Dennis's aura had faded from frustration back into sympathy and protection. He gave Fi a tight smile, her guilt shattered into grief.

"That doesn't explain why they haven't come to you, especially the ones who do forgive you," Chris pointed out. Fi nodded and elaborated.

"The other thing to consider is that my family has enemies. It's almost certain that there are people out there watching Brockton Bay, waiting for one of them to show up and visit me. I am a visible target, and the best way for me to protect them and vice versa is for us to cut ties so that their enemies don't know where to find them and my enemies don't know where to find my weak points."

"That seems very clinical," Dean observed, shocked to see satisfaction tempering her pain. She truly believed that the separation was for the best.

"I didn't have a normal childhood."

Taylor scoffed in reply, trying to inject humor into the conversation. "Obviously. Every time I learn more about you, the more I realize that you must have had a truly unique experience."

"I wouldn't trade it for all the diamonds in Africa," Fi admitted wryly.

"Not that you're a diamond fan anyway," Jason said. "I've been meaning to ask, what's with the costume jewelry?"

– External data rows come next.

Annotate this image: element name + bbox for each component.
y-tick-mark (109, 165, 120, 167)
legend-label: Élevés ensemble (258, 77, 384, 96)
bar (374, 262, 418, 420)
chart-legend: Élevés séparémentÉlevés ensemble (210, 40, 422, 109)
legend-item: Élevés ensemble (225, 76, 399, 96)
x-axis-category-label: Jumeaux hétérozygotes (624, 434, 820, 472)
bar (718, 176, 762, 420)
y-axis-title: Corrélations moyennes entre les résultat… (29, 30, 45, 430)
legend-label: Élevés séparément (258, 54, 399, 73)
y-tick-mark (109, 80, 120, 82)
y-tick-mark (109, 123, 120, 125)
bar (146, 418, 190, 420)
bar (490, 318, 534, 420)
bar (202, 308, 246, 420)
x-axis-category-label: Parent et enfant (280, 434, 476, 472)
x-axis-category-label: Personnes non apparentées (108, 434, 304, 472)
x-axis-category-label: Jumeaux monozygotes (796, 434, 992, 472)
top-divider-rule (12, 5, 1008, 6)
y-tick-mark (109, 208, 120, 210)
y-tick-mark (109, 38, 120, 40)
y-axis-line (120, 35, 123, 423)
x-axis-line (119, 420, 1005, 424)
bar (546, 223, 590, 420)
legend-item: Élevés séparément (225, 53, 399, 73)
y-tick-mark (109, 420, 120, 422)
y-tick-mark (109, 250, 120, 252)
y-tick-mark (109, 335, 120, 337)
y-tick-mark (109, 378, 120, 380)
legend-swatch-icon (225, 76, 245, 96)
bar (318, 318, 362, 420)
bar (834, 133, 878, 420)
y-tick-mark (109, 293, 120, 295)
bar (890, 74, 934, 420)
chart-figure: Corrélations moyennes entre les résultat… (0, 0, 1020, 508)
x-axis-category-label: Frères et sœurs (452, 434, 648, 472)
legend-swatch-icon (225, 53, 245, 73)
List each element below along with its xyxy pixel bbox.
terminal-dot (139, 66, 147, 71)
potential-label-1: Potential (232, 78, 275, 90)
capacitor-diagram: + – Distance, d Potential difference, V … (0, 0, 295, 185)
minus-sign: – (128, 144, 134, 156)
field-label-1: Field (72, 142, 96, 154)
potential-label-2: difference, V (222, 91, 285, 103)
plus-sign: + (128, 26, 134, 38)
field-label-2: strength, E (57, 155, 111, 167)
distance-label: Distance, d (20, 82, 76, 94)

Fi looked surprised for a bit, then glanced down at her own hands where she was wearing a cheap watch, four or five hand-made bracelets, and two plastic rings. "They're costs," she said, shrugging.

"I spent money on them, much more than you'd guess by looking at them, and I store energy in them when I'm not using it for anything else. I've got a much higher metabolism rate than standard humans, but if I don't constantly use energy it just gets burned off and goes to waste, so if I don't have a purpose immediately I dump it here, like a personal battery." She waved her right hand in the air. "It's not much but it's something."

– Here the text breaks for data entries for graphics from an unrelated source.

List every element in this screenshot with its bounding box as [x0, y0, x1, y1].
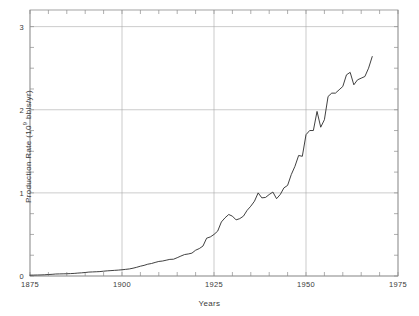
- y-tick-label: 0: [6, 272, 24, 281]
- x-axis-label: Years: [0, 299, 419, 308]
- x-tick-label: 1975: [389, 280, 407, 289]
- x-tick-label: 1925: [205, 280, 223, 289]
- y-tick-label: 3: [6, 22, 24, 31]
- gridlines: [30, 10, 398, 276]
- x-tick-label: 1900: [113, 280, 131, 289]
- chart-plot-area: [0, 0, 419, 316]
- y-axis-label-prefix: Production Rate (10: [24, 125, 33, 203]
- y-axis-label-suffix: bbls/yr): [24, 90, 33, 122]
- x-tick-label: 1875: [21, 280, 39, 289]
- y-tick-label: 2: [6, 105, 24, 114]
- x-tick-label: 1950: [297, 280, 315, 289]
- data-series-line: [30, 57, 372, 276]
- y-tick-label: 1: [6, 188, 24, 197]
- chart-figure: Production Rate (109 bbls/yr) Years 1875…: [0, 0, 419, 316]
- y-axis-label-exponent: 9: [22, 122, 28, 126]
- y-axis-label: Production Rate (109 bbls/yr): [24, 67, 33, 227]
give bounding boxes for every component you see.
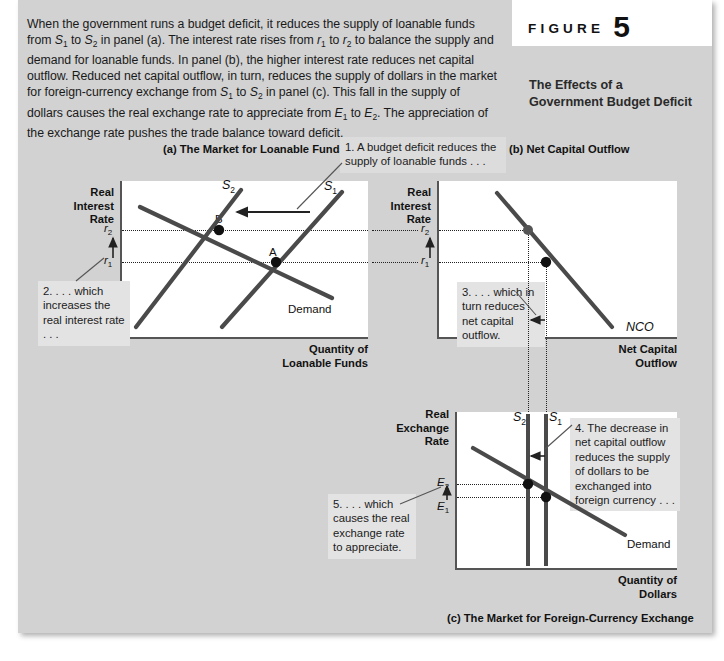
panel-c-y-axis-title: Real Exchange Rate (372, 408, 449, 449)
guide-e2 (457, 484, 529, 485)
panel-a-x-axis-line1: Quantity of (238, 343, 368, 357)
annotation-3: 3. . . . which in turn reduces net capit… (457, 282, 545, 347)
panel-b-y-axis-line2: Interest (365, 200, 431, 214)
panel-b-tick-r2: r2 (421, 222, 429, 237)
panel-b-y-axis (437, 181, 439, 339)
guide-r2-panel-a (122, 230, 368, 231)
panel-b-x-axis-line2: Outflow (567, 357, 677, 371)
guide-r1-panel-b (439, 262, 549, 263)
guide-r2-panel-b (439, 230, 531, 231)
guide-r1-bridge (372, 262, 418, 263)
figure-page: When the government runs a budget defici… (0, 0, 724, 661)
annotation-1: 1. A budget deficit reduces the supply o… (340, 137, 506, 173)
panel-b-y-axis-title: Real Interest Rate (365, 186, 431, 227)
figure-label: FIGURE5 (528, 10, 698, 44)
panel-a-point-a-label: A (269, 246, 277, 258)
panel-a-tick-r2: r2 (104, 222, 112, 237)
panel-b-curve-nco-label: NCO (626, 320, 654, 334)
panel-c-curve-s2-label: S2 (513, 410, 526, 427)
panel-c-x-axis-title: Quantity of Dollars (567, 574, 677, 601)
guide-nco1-vertical (546, 262, 547, 412)
annotation-5: 5. . . . which causes the real exchange … (328, 494, 416, 559)
panel-c-x-axis-line1: Quantity of (567, 574, 677, 588)
panel-a-curve-s1-label: S1 (324, 179, 337, 196)
panel-a-curve-demand-label: Demand (288, 303, 331, 315)
panel-b-title: (b) Net Capital Outflow (509, 143, 630, 155)
guide-e1 (457, 497, 547, 498)
panel-c-tick-e1: E1 (437, 500, 449, 515)
panel-c-curve-demand-label: Demand (627, 538, 670, 550)
panel-c-tick-e2: E2 (437, 476, 449, 491)
panel-a-x-axis (120, 337, 368, 339)
panel-c-y-axis (455, 412, 457, 570)
panel-c-y-axis-line3: Rate (372, 435, 449, 449)
panel-a-point-b-label: B (215, 213, 223, 225)
panel-b-x-axis-line1: Net Capital (567, 343, 677, 357)
guide-nco2-vertical (528, 230, 529, 412)
panel-c-y-axis-line2: Exchange (372, 422, 449, 436)
panel-a-y-axis-line1: Real (48, 186, 114, 200)
panel-b-tick-r1: r1 (421, 254, 429, 269)
panel-a-y-axis-line2: Interest (48, 200, 114, 214)
panel-a-curve-s2-label: S2 (222, 178, 235, 195)
guide-r1-panel-a (122, 262, 368, 263)
panel-c-y-axis-line1: Real (372, 408, 449, 422)
panel-b-x-axis-title: Net Capital Outflow (567, 343, 677, 370)
panel-c-x-axis-line2: Dollars (567, 588, 677, 602)
panel-c-x-axis (455, 568, 677, 570)
figure-word: FIGURE (528, 21, 604, 36)
panel-a-title: (a) The Market for Loanable Funds (163, 143, 346, 155)
panel-a-tick-r1: r1 (104, 254, 112, 269)
panel-c-title: (c) The Market for Foreign-Currency Exch… (447, 612, 694, 624)
panel-c-curve-s1-label: S1 (549, 410, 562, 427)
annotation-2: 2. . . . which increases the real intere… (38, 281, 130, 346)
figure-caption: When the government runs a budget defici… (27, 16, 497, 141)
guide-r2-bridge (372, 230, 418, 231)
panel-a-x-axis-title: Quantity of Loanable Funds (238, 343, 368, 370)
figure-title: The Effects of a Government Budget Defic… (529, 77, 694, 110)
panel-a-x-axis-line2: Loanable Funds (238, 357, 368, 371)
panel-b-y-axis-line1: Real (365, 186, 431, 200)
panel-a-y-axis-title: Real Interest Rate (48, 186, 114, 227)
annotation-4: 4. The decrease in net capital outflow r… (570, 418, 680, 511)
figure-number: 5 (613, 10, 630, 43)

"If you need to purchase more, I'm sure we could talk to Piggot or Armsmaster about increasing your allowance," Dennis mused, digesting the new information with interest. Dean noticed him touch the bracelet which he had taken to wearing ever since Fi healed his father.

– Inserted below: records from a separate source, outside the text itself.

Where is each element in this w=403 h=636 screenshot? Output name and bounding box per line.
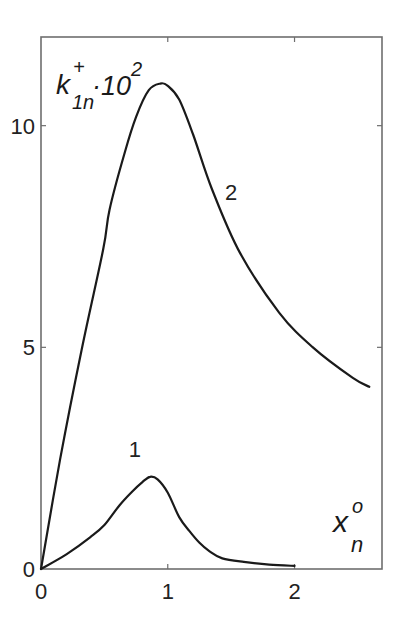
y-tick-label: 10: [11, 114, 35, 139]
x-tick-label: 2: [288, 579, 300, 604]
x-tick-label: 0: [35, 579, 47, 604]
x-label-base: x: [331, 505, 349, 538]
series-1-line: [41, 477, 295, 569]
y-tick-label: 5: [23, 335, 35, 360]
y-label-base: k: [56, 69, 72, 100]
series-2-line: [41, 83, 369, 569]
y-label-sub: 1n: [72, 91, 94, 113]
x-tick-label: 1: [162, 579, 174, 604]
y-tick-label: 0: [23, 557, 35, 582]
y-label-factor-sup: 2: [130, 58, 142, 80]
series-2-label: 2: [225, 180, 237, 205]
x-label-sup: o: [352, 495, 363, 517]
axis-ticks: 0120510: [11, 37, 382, 604]
y-axis-label: k + 1n ·10 2: [56, 56, 142, 113]
chart: 0120510 k + 1n ·10 2 x o n 1 2: [0, 0, 403, 636]
series-lines: [41, 83, 369, 569]
y-label-factor: ·10: [92, 71, 131, 101]
x-label-sub: n: [351, 532, 363, 557]
y-label-sup: +: [73, 56, 85, 78]
series-1-label: 1: [129, 437, 141, 462]
x-axis-label: x o n: [331, 495, 363, 557]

"It wouldn't really cost me anything if you did. The money has most emotional impact when I work for it, and it's that impact that matters. I buy ugly jewelry for the sole purpose of power storage, which means I give up going to the movies or whatever else I could spend it on. That all contributes to how much punch a little trinket can pack."

"So what sort of jobs have you had?" Missy asked, leaning forward, playful green curiosity overcoming her earlier turmoil. Missy could bounce back from anything.

"Not many, because my family moved around a lot. But whenever we stayed in Texas I would sing at the Roadhouse."

"You're good?" Dean threw in, watching as Fi's aura shifted decidedly toward the positive emotions: humor, nostalgia, satisfaction, comfort.

"Not really. But Ellis is Jo's mom, so she understood that I needed to do something to work for cash. And there were advantages to having me on the stage, watching all the customers, even if we didn't get many tips."

Dean wanted to ask what sort of advantages that might have, for a teenager to be watching a bunch of people eat and drink, but Jason jumped in first. "What sort of stuff do you sing?"

"Mostly I got country requests, but I'm also good at Michael Buble, Taylor Swift, and Elvis Presley. I can do most classic eighties rock and a decent mix of the more modern pop music."

"Well, now you have to demonstrate," Missy teased.

"I don't have a music player," Fi protested, but Dean was already digging in his pocket for his phone. He had to have something on there, and the chance for blackmail on a teammate was just too good to pass up, not to mention that the team could use the lighter conversation.

"That can be rectified," Dennis insisted. "You have to do at least one song for us."

"I told you guys, I'm really not that good."

"Good enough to be paid," Taylor shot back.

"One song," Jason begged, as Chris leaned over to look at Dean's phone, helping him pick.

Once Dean pulled up his meager country list, the song choice was obvious. Chris evidently agreed, because he tapped the screen to start the opening lines of "Man, I Feel Like a Woman." Fi shook her head, but reluctantly stood up and sang.

She hadn't been lying: she wasn't a fantastic singer. She didn't hit the highest notes, instead occasionally singing a lower line to accommodate her voice. But she did sing with passion and emotion, moving her body and her hands and clearly enjoying herself. Her emotions also settled out as she sang, which was good. She seemed to just be enjoying hanging out, her emotions indistinguishable from the other Wards, who were also in good humor.

As she started the last chorus, Fi suddenly reached out and grabbed Missy and Taylors' hands, pulling them up off the couch. They were both surprised, but the boys clapped and cheered them on and they picked up the end of the chorus with Fi, laughing and grinning as they stumbled over some of the words.

When they were finished and sat down, Jason pounced. "So, I've never heard of Michael Buble. Why are you good at his songs, specifically?"

"It's what Jo's dad used to sing to Ellis, so I made sure to sing a lot of them. They're her favorite songs."

"Jo is your sister right?" Taylor checked.

"Yeah."

"But not biological?" Chris asked, confused yellow-orange.

Fi snorted. "None of my siblings are biological. We just sort of… found each other. You could say we adopted each other. In fact, Jo and I used to sing together. Mostly Dixie Chicks and Taylor Swift."

"Is Jo any better than you?" Dennis teased.

"Hey!" Missy jumped in. "Lay off. I liked it. In fact," she turned a little more towards Fi and away from Dennis, "I bet you're great at Taylor Swift and Michael Buble stuff. They're both more emotional singers."

"Now you have to demonstrate!" Jason interrupted. "Since I've never heard this amazing Buble." Judging from his emotions, he was lying, but with the purpose of encouraging Fi to continue to sing, so Dean let him have his fun.

Fi rolled her eyes and groaned theatrically, while Missy bounced up and down excitedly. "Do 'Feeling Good!'"

After another round of cajoling from her teammates, Fi cleared her throat and sang without accompaniment. As before, she wasn't spectacular, although the range of the song was better suited to her. But as the song built, Dean was amazed at the strength of the sheer emotion she put into it. Her emotions were free, victorious, hopeful, even joyful and they seemed to rise and undulate in beat with the song. As the last words died out, he glanced at his friends and saw the same positive emotions reflected in their auras. He sat back in satisfaction.

The seven of them were going to make a damn good team.